One of Hilary Duff’s most attractive qualities is that she’s not a borderline anorexic like too many Hollywood starlets; she has a warm, full-bodied presence that makes her dangerously glossy prettiness accessible. Similarly, Heather Locklear–who’s been an iconic plastic blonde on television for decades–is cultivating a bruised humanity as she matures. These two combine forces in The Perfect Man, a curious teen comedy/adult romance hybrid about a single mother named Jean (Locklear, Melrose Place) whose tactic for getting over a broken heart is to move to a different part of the country, uprooting her two daughters Holly and Zoe (Duff, Cheaper by the Dozen, and newcomer Aria Wallace) in the process. Holly, to keep her mother from falling into another desperate and doomed relationship, uses advice from a schoolfriend’s uncle (Chris Noth, Sex and the City) to send Jean flowers and love letters from a secret admirer. Of course, sustaining this fantasy requires some wacky antics, but The Perfect Man balances goofiness with an emotional mother/daughter tug-of-war and has some entertaining supporting actors (including Caroline Rhea, Sabrina, the Teenage Witch, and Carson Kressley, Queer Eye for the Straight Guy). The plot, however, has holes so big that it collapses even as it unfolds. –Bret Fetzer
Honey
Jessica Alba swivels and pops her way to the top (or at least into Missy Elliot’s heart) in hip-hop dance flick Honey. Honey Daniels (Alba, Dark Angel) dances in nightclubs; when she accidentally gets videotaped, a hip-hop video director spots her unique talent and hires her first as a dancer, then as a choreographer. But when he wants her body as much as her talent, how will she sustain her career? And how will this affect her dream of creating a dance studio for the local street kids? Honey is the usual Hollywood silliness, executed with sincerity but not much imagination. For some reason, Alba’s sexy gyrations are supposed to be more empowering than other dancers’ sexy gyrations, while being no less titillating. Featuring Mekhi Phifer, David Moscow, and cameos by hip-hop stars like Missy Elliot and Ginuwine.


Wherever the word "Output" turns up in a line of the entries, copy that line.

:: EXCERPTED DATA ::

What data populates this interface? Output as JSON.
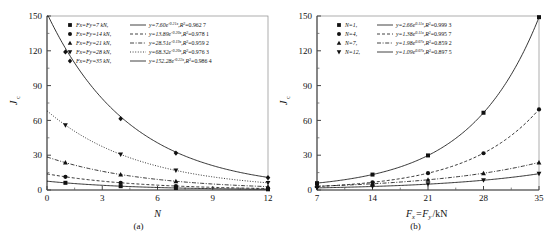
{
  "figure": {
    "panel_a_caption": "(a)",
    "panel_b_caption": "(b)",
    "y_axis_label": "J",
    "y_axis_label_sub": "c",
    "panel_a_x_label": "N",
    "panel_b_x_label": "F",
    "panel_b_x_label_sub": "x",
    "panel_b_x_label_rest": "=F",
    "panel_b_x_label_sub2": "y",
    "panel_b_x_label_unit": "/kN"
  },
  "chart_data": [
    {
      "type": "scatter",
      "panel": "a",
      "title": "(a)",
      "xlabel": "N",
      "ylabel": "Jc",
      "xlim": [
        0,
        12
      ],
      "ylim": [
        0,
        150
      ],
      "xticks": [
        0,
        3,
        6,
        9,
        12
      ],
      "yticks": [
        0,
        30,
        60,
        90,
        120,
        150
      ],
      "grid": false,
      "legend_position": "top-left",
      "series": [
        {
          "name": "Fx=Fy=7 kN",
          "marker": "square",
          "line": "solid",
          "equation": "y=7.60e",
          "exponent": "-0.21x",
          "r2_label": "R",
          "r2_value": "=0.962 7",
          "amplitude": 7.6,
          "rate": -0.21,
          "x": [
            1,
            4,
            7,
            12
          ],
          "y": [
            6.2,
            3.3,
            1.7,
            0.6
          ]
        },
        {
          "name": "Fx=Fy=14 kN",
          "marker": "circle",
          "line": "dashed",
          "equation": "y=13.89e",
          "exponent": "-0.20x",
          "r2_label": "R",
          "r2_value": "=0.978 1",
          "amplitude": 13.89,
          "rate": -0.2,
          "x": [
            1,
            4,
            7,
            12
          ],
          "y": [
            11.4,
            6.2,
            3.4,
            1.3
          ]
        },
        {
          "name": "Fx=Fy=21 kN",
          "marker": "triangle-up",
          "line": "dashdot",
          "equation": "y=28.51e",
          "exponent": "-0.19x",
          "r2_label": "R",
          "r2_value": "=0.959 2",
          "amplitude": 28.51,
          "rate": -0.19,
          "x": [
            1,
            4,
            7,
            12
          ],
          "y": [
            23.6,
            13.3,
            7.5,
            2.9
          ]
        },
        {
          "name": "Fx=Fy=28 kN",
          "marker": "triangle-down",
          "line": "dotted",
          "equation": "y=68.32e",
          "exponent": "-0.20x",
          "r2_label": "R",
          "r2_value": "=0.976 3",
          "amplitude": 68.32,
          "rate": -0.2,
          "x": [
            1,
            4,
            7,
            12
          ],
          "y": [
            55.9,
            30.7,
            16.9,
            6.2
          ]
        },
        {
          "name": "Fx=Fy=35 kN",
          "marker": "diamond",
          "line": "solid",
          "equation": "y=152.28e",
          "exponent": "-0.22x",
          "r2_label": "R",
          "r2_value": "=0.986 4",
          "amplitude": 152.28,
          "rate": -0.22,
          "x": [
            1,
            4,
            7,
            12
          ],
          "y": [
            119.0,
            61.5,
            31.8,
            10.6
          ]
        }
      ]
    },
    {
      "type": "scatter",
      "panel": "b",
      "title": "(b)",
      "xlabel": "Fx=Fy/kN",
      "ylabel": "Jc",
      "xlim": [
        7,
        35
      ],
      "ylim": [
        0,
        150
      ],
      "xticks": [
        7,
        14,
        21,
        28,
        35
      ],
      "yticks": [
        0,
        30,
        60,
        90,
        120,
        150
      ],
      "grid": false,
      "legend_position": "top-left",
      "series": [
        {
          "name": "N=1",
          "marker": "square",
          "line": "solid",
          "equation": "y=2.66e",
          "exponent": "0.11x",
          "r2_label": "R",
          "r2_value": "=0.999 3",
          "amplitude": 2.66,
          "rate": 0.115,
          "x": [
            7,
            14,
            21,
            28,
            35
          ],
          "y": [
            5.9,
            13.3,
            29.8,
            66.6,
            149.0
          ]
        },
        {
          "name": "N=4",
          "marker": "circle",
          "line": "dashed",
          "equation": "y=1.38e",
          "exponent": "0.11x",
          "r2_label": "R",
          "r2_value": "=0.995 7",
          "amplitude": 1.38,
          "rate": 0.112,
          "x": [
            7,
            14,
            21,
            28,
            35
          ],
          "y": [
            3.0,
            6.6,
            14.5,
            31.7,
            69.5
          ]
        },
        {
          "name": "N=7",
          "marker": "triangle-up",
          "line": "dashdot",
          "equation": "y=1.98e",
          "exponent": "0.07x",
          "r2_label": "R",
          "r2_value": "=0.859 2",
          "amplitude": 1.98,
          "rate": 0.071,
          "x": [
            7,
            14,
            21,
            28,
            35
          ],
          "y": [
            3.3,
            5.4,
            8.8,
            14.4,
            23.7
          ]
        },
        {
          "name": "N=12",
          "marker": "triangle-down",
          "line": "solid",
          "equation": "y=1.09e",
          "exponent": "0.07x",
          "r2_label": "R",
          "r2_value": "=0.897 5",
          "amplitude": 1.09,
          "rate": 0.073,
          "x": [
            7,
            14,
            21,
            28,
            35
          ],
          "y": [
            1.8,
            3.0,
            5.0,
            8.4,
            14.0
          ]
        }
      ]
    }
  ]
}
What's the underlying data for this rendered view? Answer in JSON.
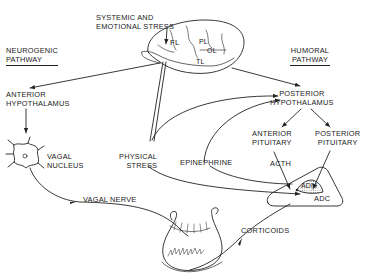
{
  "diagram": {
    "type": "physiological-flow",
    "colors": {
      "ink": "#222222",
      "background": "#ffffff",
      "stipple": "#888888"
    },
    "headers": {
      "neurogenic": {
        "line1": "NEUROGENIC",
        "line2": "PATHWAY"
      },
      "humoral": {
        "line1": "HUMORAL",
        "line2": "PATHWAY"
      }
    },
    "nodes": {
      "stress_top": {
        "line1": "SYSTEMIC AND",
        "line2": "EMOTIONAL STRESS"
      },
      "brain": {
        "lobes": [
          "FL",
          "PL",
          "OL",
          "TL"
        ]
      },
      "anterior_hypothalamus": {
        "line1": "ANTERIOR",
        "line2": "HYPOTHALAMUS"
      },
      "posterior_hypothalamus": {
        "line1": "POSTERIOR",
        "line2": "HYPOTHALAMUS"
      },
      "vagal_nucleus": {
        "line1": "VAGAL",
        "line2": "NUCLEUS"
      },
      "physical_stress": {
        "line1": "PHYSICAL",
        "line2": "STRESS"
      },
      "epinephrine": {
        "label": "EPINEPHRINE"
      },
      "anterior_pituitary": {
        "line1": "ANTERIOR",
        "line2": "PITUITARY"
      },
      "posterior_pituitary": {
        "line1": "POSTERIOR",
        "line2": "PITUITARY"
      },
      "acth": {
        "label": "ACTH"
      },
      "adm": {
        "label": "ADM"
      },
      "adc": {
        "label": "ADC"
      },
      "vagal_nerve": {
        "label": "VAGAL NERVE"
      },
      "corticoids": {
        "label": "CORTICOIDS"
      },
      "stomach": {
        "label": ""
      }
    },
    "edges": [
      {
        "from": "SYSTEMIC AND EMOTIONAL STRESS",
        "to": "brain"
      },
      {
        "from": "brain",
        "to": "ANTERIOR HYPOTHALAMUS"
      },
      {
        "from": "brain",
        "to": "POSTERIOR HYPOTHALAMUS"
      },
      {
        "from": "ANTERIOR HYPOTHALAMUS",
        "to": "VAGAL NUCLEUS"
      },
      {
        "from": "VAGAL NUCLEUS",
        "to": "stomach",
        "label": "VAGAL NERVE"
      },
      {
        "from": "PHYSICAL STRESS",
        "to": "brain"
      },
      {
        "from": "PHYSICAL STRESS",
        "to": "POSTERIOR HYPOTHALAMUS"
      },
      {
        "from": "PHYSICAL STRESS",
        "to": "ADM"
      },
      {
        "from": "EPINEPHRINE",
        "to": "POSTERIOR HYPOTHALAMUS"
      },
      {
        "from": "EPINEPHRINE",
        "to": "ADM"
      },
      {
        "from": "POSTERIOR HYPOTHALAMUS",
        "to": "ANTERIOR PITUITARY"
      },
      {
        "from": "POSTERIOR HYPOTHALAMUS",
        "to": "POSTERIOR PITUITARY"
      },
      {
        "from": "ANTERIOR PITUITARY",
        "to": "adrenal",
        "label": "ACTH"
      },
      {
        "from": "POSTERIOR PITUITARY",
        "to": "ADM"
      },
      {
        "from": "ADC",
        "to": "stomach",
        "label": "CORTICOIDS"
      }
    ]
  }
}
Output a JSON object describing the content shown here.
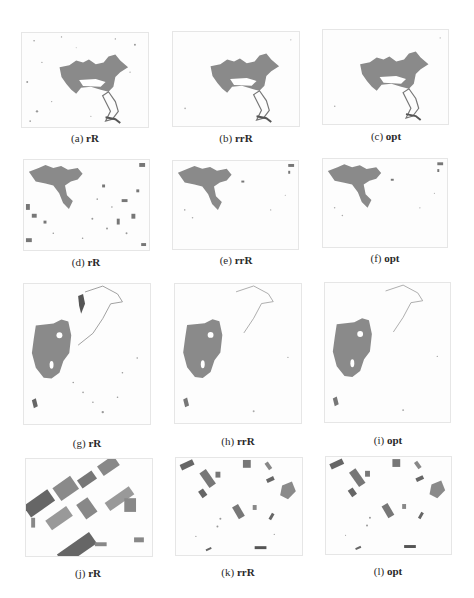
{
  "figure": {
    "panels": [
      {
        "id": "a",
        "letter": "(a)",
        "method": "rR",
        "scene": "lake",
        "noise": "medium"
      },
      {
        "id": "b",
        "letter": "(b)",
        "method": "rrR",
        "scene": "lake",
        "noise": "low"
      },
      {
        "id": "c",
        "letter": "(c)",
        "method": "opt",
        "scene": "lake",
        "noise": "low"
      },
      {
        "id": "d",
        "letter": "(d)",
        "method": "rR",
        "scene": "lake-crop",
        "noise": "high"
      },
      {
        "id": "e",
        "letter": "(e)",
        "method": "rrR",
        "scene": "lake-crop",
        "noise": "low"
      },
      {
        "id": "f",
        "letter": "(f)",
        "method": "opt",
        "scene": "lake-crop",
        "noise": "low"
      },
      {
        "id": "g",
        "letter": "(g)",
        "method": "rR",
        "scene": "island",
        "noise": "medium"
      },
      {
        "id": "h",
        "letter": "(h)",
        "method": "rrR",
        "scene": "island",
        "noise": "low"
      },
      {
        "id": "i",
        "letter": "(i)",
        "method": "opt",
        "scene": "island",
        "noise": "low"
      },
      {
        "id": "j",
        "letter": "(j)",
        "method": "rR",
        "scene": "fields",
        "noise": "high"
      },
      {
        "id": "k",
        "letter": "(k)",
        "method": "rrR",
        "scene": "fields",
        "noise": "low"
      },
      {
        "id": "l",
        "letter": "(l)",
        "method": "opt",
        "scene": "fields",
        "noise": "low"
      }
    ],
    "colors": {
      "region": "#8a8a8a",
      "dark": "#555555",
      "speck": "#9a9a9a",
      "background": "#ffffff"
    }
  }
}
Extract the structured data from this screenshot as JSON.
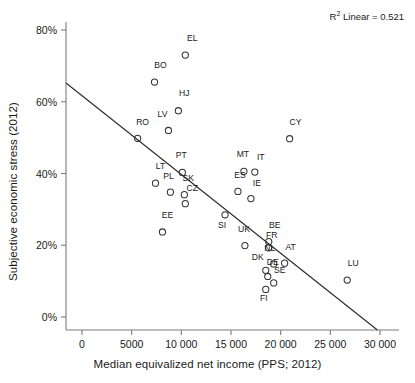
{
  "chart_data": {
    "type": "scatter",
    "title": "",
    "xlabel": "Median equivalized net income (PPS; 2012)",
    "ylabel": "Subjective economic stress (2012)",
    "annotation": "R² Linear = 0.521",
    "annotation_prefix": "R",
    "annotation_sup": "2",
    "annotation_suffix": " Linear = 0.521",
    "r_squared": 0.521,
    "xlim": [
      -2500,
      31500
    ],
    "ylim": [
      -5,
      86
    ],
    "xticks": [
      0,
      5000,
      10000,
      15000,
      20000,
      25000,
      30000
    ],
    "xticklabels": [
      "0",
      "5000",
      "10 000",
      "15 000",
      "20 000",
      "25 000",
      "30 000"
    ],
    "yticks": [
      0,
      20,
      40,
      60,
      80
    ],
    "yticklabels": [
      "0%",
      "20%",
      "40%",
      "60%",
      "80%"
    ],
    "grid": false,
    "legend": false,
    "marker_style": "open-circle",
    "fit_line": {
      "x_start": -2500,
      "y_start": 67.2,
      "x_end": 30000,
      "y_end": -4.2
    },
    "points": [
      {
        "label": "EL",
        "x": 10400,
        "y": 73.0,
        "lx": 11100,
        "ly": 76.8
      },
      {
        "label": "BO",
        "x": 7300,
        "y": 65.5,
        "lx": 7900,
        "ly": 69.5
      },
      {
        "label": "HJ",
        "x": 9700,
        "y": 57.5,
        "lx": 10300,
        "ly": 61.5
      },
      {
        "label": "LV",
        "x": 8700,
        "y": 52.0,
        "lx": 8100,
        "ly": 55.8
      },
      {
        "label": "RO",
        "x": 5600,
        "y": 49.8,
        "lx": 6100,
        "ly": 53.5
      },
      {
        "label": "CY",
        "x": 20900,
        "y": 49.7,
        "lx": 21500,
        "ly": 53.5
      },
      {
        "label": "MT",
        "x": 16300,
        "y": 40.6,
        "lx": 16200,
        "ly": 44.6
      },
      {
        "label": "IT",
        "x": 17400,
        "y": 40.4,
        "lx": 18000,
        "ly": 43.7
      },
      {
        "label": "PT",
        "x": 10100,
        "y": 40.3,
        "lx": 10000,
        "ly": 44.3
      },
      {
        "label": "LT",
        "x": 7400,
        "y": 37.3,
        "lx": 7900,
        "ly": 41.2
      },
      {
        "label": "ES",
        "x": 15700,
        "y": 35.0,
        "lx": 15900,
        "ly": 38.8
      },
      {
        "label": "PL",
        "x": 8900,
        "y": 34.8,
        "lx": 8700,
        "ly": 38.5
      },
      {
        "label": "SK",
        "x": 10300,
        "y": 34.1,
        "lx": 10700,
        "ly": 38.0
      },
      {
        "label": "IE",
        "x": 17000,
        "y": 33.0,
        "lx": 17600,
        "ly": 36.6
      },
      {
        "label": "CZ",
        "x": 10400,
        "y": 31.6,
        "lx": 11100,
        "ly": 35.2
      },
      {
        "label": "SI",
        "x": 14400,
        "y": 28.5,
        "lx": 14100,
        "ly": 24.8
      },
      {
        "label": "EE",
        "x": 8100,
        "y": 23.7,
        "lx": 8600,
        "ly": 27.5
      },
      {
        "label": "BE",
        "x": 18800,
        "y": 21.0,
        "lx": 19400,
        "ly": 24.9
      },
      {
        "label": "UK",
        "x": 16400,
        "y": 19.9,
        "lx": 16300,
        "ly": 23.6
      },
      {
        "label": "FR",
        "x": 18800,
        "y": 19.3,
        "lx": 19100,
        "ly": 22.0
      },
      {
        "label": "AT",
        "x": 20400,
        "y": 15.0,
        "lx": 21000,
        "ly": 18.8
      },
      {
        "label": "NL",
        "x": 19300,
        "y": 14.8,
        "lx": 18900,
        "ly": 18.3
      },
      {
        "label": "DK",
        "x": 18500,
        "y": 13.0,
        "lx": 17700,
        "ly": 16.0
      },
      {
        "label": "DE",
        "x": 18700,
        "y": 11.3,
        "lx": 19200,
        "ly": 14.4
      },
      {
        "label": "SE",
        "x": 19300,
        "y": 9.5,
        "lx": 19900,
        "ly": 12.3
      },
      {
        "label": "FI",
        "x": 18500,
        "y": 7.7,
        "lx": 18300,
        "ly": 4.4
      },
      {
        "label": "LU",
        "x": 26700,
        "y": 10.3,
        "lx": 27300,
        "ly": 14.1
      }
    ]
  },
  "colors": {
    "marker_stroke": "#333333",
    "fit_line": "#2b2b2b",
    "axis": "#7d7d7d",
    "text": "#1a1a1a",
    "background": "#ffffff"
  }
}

:::

**WRITTEN REPLY**
What data populates this interface? Output as JSON.
Output a JSON object describing the content shown here.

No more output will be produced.